The Share Festival will be hosted by the Museum of the Sciences, where visitors will be able to interact with the finalist works of the Share Prize, creating images with teir breaths through a dense powder [Ernesto Klar – Parallel Convergences]; while a neural network built using wood and ropes will simulate the processes of thought, even if it won’t have anything to say [Ralf Baecker – Rechnender Raum]. Then a cinetic sculpture modelling chaos through flying steel balls [Andreas Muxel – Connect] and an object constructed through a fan that will have pieces of paper floating in the air, and generating music through the action of the visitors’ hands [Francesco Meneghini-William Bottin – Sciame 1], while an army of mirrors will follow the public according to its own will [Random International / Chris O’Shea Audience]. In the meanwhile a classic net.art work will constantly grow creating evenrchanging patterns [Lia Proximity of needs].

– Which are the perspectives that you imagine for the ToShare for the next months? What are the strategies and the tools that you will use to face the crisis?
The crisis is a lapse of time that highlights various aspects of our work because it requires an active response. But I don’t believe that anybody is ever ready enough to confront a crisis of such magnitude.

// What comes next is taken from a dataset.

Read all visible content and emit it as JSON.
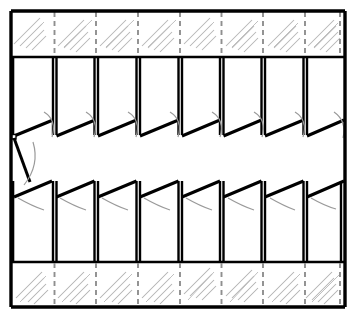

Anyhow we are constantly on alert to the general changes, and challenges don’t frighten us.

We are studying several solutions mostly connected to networks of events and on project sharing with other realities. The network allows for actions that, previously, were logistically unthinkable and, thus, it redesigns the strategies from the bottom, turning them into networked strategies, open, horizontal and, as Ned Rossites says, organized.

We are trying to get the private sector involved, but I only see support mechanisms as being positive when they work through new ways of assuming culture, ways that are alternatives to the “invest and resell” used by many collectionists and enterpreneurs.

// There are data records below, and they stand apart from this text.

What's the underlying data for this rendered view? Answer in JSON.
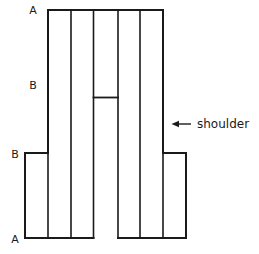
{
  "figure": {
    "title": "Cross-section diagram with shoulder",
    "background_color": "#ffffff",
    "line_color": "#1a1a1a",
    "canvas": {
      "width": 259,
      "height": 254
    },
    "geometry": {
      "top_y": 10,
      "shoulder_y": 153,
      "bottom_y": 238,
      "crossbar_y": 97.5,
      "core_left_x": 48,
      "core_right_x": 163,
      "shoulder_left_x": 25,
      "shoulder_right_x": 186,
      "gap_left_x": 93.5,
      "gap_right_x": 118,
      "column_lines_x": [
        48,
        71,
        93.5,
        118,
        140,
        163
      ],
      "column_count": 5
    },
    "outline_path": "M 25,238 L 25,153 L 48,153 L 48,10 L 163,10 L 163,153 L 186,153 L 186,238 L 118,238 M 93.5,238 L 25,238",
    "divider_lines": [
      {
        "name": "column-divider-1",
        "x": 71,
        "y1": 10,
        "y2": 238
      },
      {
        "name": "column-divider-2",
        "x": 93.5,
        "y1": 10,
        "y2": 238
      },
      {
        "name": "column-divider-3",
        "x": 118,
        "y1": 10,
        "y2": 238
      },
      {
        "name": "column-divider-4",
        "x": 140,
        "y1": 10,
        "y2": 238
      },
      {
        "name": "core-left-edge",
        "x": 48,
        "y1": 10,
        "y2": 238
      },
      {
        "name": "core-right-edge",
        "x": 163,
        "y1": 10,
        "y2": 238
      }
    ],
    "crossbar": {
      "name": "center-crossbar",
      "x1": 93.5,
      "x2": 118,
      "y": 97.5
    },
    "labels": [
      {
        "id": "label-a-top",
        "text": "A",
        "x": 33,
        "y": 14,
        "anchor": "middle"
      },
      {
        "id": "label-b-upper",
        "text": "B",
        "x": 33,
        "y": 89,
        "anchor": "middle"
      },
      {
        "id": "label-b-lower",
        "text": "B",
        "x": 15,
        "y": 158,
        "anchor": "middle"
      },
      {
        "id": "label-a-bottom",
        "text": "A",
        "x": 15,
        "y": 243,
        "anchor": "middle"
      }
    ],
    "annotation": {
      "id": "shoulder-annotation",
      "text": "shoulder",
      "text_x": 197,
      "text_y": 128,
      "arrow": {
        "tail_x": 191,
        "head_x": 172,
        "y": 124,
        "direction": "left"
      }
    }
  }
}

– Art constantly and explicitly moves towards being process-oriented: can a business model be a work of art?
Your question resembles a word trick or an act of magic that has the power to turn everything into art. That was the artistic mission of the avant-gardes wishing to transform the world into a work of art (fururism but also Bauhaus and De Stijl). But art, which ended with Duchamp, did not disappear. Rather, the opposite is true. Business has the power to transform the most desparate human activities into more business. And we already had the chance to see art transforming into business. Business is a process and art constantly grows in its open processual characterization rather that being formally complete.

Althought the objective of contemporary artits is often, since the artistic avant-guardes, to transform everything into art, art is not in everything and it is not in every process. A pantheistic vision of art, even if it can be cute, would miss the creative/artistic component that characterizes it.

Thus the question is not “what is art”, but “what is not art”.

Nevertheless, Andy Warhol – in the famous “Philosophy by Andy Warhol” (1975) – says: “Business art is the step that comes after art. I started as a commercial artist and I want to finish as a business artist. After doing a thing called ‘art’, or however you want to call it, i dedicated myself to business art. I want to be a art business man, or a business artist. Being good in business is the most fascinating kind of art. Making money is art and working is art and good business is the best art.“. Thus this question has to be asked to the artists. Who knows what would come out.